Your seeds germinated. Tiny green shoots appeared. Then, within 48 hours, they flopped over and died.
This isn't bad luck. It's damping off—and it's completely preventable.
The Collapse Point: Days 3-10
Most seedling death happens in a narrow window: after germination, before true leaves. This is when the loop collapses for 80% of first-time seed starters.
Why this phase is deadly:
- Seedlings have no immune system yet
- Soil surface stays wet (fungal paradise)
- Growers overwater from anxiety ("they look dry!")
Mistake #1: Starting Seeds Too Deep
Rule: Plant seeds at depth = 2x seed diameter. A tomato seed (2mm) goes 4mm deep. A bean (10mm) goes 20mm deep.
Too deep = seedling exhausts energy reaching surface = weak stem = damping off.

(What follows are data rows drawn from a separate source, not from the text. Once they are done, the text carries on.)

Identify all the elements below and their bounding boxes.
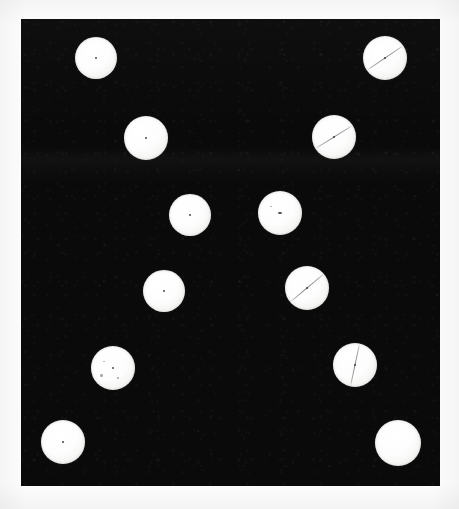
tablet-surface-speck xyxy=(117,377,119,379)
tablet-center-mark xyxy=(278,212,281,215)
tablet-disc xyxy=(333,343,377,387)
tablet-disc xyxy=(363,36,407,80)
panel-light-band xyxy=(21,147,440,183)
scan-page-background: Twelve round white tablets arranged on a… xyxy=(0,0,459,509)
tablet-score-line xyxy=(290,273,324,302)
tablet-disc xyxy=(91,346,135,390)
tablet-center-mark xyxy=(306,287,308,289)
tablet-center-mark xyxy=(384,57,387,59)
tablet-surface-speck xyxy=(270,206,272,208)
tablet-center-mark xyxy=(145,137,147,138)
tablet-center-mark xyxy=(95,57,97,59)
tablet-disc xyxy=(75,37,117,79)
tablet-surface-speck xyxy=(100,374,103,377)
tablet-center-mark xyxy=(189,214,191,216)
tablet-disc xyxy=(312,115,356,159)
specimen-panel xyxy=(21,19,440,486)
image-caption: Twelve round white tablets arranged on a… xyxy=(0,0,1,1)
tablet-disc xyxy=(375,420,421,466)
tablet-score-line xyxy=(350,343,360,386)
tablet-disc xyxy=(285,266,329,310)
tablet-score-line xyxy=(315,125,353,149)
tablet-center-mark xyxy=(163,290,165,292)
tablet-center-mark xyxy=(62,441,64,442)
panel-grain-texture xyxy=(21,19,440,486)
tablet-disc xyxy=(169,194,211,236)
tablet-center-mark xyxy=(354,364,356,366)
tablet-center-mark xyxy=(333,136,336,138)
tablet-score-line xyxy=(366,45,403,70)
tablet-disc xyxy=(41,420,85,464)
tablet-disc xyxy=(258,191,302,235)
tablet-disc xyxy=(143,270,185,312)
tablet-center-mark xyxy=(112,367,115,369)
tablet-disc xyxy=(124,116,168,160)
tablet-surface-speck xyxy=(103,361,105,363)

The fix: Use your pinky fingernail as a depth guide for small seeds. Press lightly, drop seed, cover with thin soil layer.
Mistake #2: Watering from Above
Overhead watering keeps soil surface wet 24/7. Fungal spores (always present in soil) activate and attack seedling stems at soil line.
The fix: Bottom watering. Set containers in a tray of water for 10-15 minutes. Soil wicks moisture up, surface stays drier, fungus stays dormant.
Do this until seedlings have 2-4 true leaves (not the initial cotyledon leaves).
Mistake #3: No Air Movement
Stagnant air = high humidity at soil surface = fungal growth. This is why greenhouse seedlings survive but your windowsill ones don't.
The fix: Gentle air circulation. A small fan on low, 6 feet away, running 4-6 hours daily. Not pointed at seedlings—just moving air in the room.
Bonus: Air movement strengthens stems (mimics wind).
Mistake #4: Keeping the Humidity Dome Too Long
Humidity domes boost germination rates. But once seeds sprout, the dome becomes a death trap.
The trigger: Remove dome when 50%+ of seeds have germinated. Gradually increase air exposure over 2-3 days (crack lid, then remove).
Keeping it on "just to be safe" creates the exact conditions that kill seedlings.
Mistake #5: Wrong Light Timing
Seedlings need 12-16 hours of light daily. Less = leggy stems = weak plants = collapse when you transplant.
But here's what nobody mentions: Light intensity matters more than duration.
A bright south window (6 hours direct sun) beats a grow light 3 feet away (16 hours). Proximity = intensity.
The fix: Place seedlings as close to light source as possible without heat stress. For grow lights: 4-6 inches above seedlings. For windows: directly on sill, not 2 feet back on a table.
The Damping Off Reset
If you've already lost seedlings to damping off, here's how to prevent it next time:
- Use fresh seed starting mix (not garden soil or old potting mix)
- Water from bottom only until true leaves appear
- Remove humidity dome within 24 hours of germination
- Add gentle air circulation from day one
- Reduce watering frequency by 30% (soil should dry slightly between waterings)
The Species That Forgive These Mistakes
If you're rebuilding confidence after seedling failure, start with high-forgiveness crops:
Lettuce/Arugula: Germinates in 3-5 days, tolerates cooler temps, shows problems early (you can course-correct)
Basil: Fast growth, clear watering signals (wilts when dry, perks up fast), hard to overwater
Tomatoes: Resilient once past day 10, recovers from minor mistakes, gives clear feedback
Avoid starting with: Peppers (slow + picky), carrots (finicky germination), celery (needs constant moisture).
The 10-Day Milestone
If your seedlings survive 10 days post-germination with strong stems and green leaves, success rate jumps to 90%+.
The goal isn't perfect germination rates. It's a system that gets seedlings past the danger zone without requiring hourly monitoring.
That's the loop that survives when life gets busy.